Government
benefits have long been stigmatized. When I was young, one particular family
teased because they were "on welfare." I remember hearing a chorus of
"Farewell, welfare!" when these kids trooped, heads down, off the
school bus.
I
asked an older kid what "welfare" was. He said it was free government
money for lazy people. The family in question, he informed me, spent their welfare
on an expensive sailboat that they displayed outside their house for everyone
to see.
That
didn't make sense to me, so I visited the family's neighborhood after school. A
ratty rowboat with duct-taped, hubcap-size holes leaned against the tiny house
where two parents and five kids lived. I found better boats discarded along the
banks when I explored the local streams.
Years
later, I learned that the family father had lost his factory job for health
reasons, so he did odd jobs for cash around town when he could. The mother labored
raising five kids in cramped conditions with limited means. If ever people
needed help, here they were. The kid who called them "lazy" and described
their "expensive sailboat" was full of crap.
Many
prominent conservatives today seem as reality-challenged as the bullies on the school
bus. Republican Representative Paul Ryan claims that people are abusing our
social safety net as a "hammock." Ryan himself went to college partly
with government benefits after his father died, but he enjoys accusing others
of taking advantage of the system.
Republicans
praised Former House Speaker Newt Gingrich for telling people protesting
economic conditions to "get a job after you take a bath" and
for calling Barack Obama the "Food Stamp President," referencing the
increase in SNAP beneficiaries. Gingrich conveniently ignored the SNAP rate
increase under President Bush, and that the economic downturn making increased government
assistance necessary predated the Obama administration.
The
idea that people receiving SNAP benefits are lazy holds about as much water as
that rotting rowboat. In fact, 75% of SNAP benefits go to households with
children, senior citizens, veterans, or disabled people. Many SNAP recipients actually have
jobs, but their wages are so low that they still need government assistance. The
vast majority of able-bodied people getting benefits would rather work, but America
still has three applicants for every job opening. Meanwhile, corporations that
bankroll people like Ryan and Gingrich have fully recovered from the recession
and are hoarding huge profits but not hiring.
In
short, there is no hoard of unwashed lazy people. That fantasy exists only in
the fact-free minds of Republicans who oppose every job-creation and
job-training bill that Democrats and the president propose.
Some
loud voices want us believe that welfare fraud is rampant and bankrupting
America. They rant that their cousin's neighbor's sister's boss's little league
coach's hairdresser knows someone who heard about a "welfare queen"

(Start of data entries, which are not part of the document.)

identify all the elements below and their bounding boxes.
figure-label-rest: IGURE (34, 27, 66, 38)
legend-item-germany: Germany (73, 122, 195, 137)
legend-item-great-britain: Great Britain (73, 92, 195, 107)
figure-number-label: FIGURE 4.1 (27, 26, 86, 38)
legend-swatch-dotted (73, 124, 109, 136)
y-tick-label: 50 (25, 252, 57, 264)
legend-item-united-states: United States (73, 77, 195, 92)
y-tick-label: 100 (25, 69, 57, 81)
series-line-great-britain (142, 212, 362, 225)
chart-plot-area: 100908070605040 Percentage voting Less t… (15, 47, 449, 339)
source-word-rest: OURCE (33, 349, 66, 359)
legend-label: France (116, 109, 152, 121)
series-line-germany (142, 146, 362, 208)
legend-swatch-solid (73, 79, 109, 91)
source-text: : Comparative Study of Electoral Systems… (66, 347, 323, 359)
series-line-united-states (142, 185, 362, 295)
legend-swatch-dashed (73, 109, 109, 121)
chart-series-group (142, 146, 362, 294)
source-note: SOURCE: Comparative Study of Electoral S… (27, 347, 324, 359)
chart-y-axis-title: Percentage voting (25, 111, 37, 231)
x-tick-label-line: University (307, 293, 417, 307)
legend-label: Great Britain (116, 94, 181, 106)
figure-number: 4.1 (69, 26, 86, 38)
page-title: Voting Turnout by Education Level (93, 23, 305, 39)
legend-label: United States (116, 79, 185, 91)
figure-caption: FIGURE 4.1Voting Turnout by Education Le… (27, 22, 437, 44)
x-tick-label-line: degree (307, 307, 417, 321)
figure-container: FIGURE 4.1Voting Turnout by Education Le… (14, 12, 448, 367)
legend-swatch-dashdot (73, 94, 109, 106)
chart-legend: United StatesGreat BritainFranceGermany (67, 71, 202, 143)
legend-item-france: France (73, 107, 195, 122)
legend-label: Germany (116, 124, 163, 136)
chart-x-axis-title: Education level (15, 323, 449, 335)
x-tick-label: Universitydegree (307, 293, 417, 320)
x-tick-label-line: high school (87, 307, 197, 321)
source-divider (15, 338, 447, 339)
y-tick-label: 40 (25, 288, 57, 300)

trading food stamps for candy bars, cocaine, and an iPhone--and, therefore,
America is broke.
How
can people believe such nasty bunk? Unfortunately, people believed the fake
sailboat story and Ronald Regan's original "welfare queen" story,
which was debunked long ago. No one ever offers proof but still demands that
these ridiculous claims be honored as obvious truth. We shouldn't base public
policy on eighth-hand anecdotes, especially when hungry children are involved.
And the millions of needy families helped by the social safety net never make
the gossip grapevine or the local news.
Actual
research estimates social service fraud around 1-5%--similar to fraud-rate
estimates for private businesses. And administrators more often perpetrate
welfare fraud than recipients, so the omnipresent welfare cheat is a baseless
myth.
Most
important, the federal government spends about twice as much on corporate tax
breaks, grants, and subsidies as on social service programs. And hungry
children don't dump coal ash into our rivers.
Some
people take advantage of the social safety net, of course. Let's find and
punish these fraudsters. But a small percentage of fraud doesn't justify severe
cuts. We don't dismantle the entire energy industry because some terrible
companies pollute rivers. When Republicans use their "hammock"
analogy to justify budgets that damage the safety net, I question their motives
and their common sense.
Let's
end on a positive note. I work at Asnuntuck Community College in Enfield,
Connecticut, where we are partnering with the Connecticut Department of Social
Services to offer a terrific program. SNAP recipients are eligible for
scholarships to enroll in our career programs as a way to help them secure
better job qualifications. They can study hard and earn an advantage in
applying for competitive jobs where they can work hard and overcome the need
for government assistance.
Too
many Republicans repeat Reagan's fantasy mantra: "Government is the
problem." They fail to grasp that one central role of government is to
look out for our least fortunate citizens during tough times. I'm proud to work
at a government-funded college connected with a government agency that offers
government benefits to help people secure jobs.
Believing
that SNAP benefits enable lazy people to lead an extravagant life is wrong. SNAP
feeds hungry people and, through our scholarship program, helps people get jobs.
The program doesn't reward lazy people with fictional hammocks or sailboats.
Gingrich can call us the "Food Stamp College" if he likes. We'll wear
his ignorant insult as a badge of honor.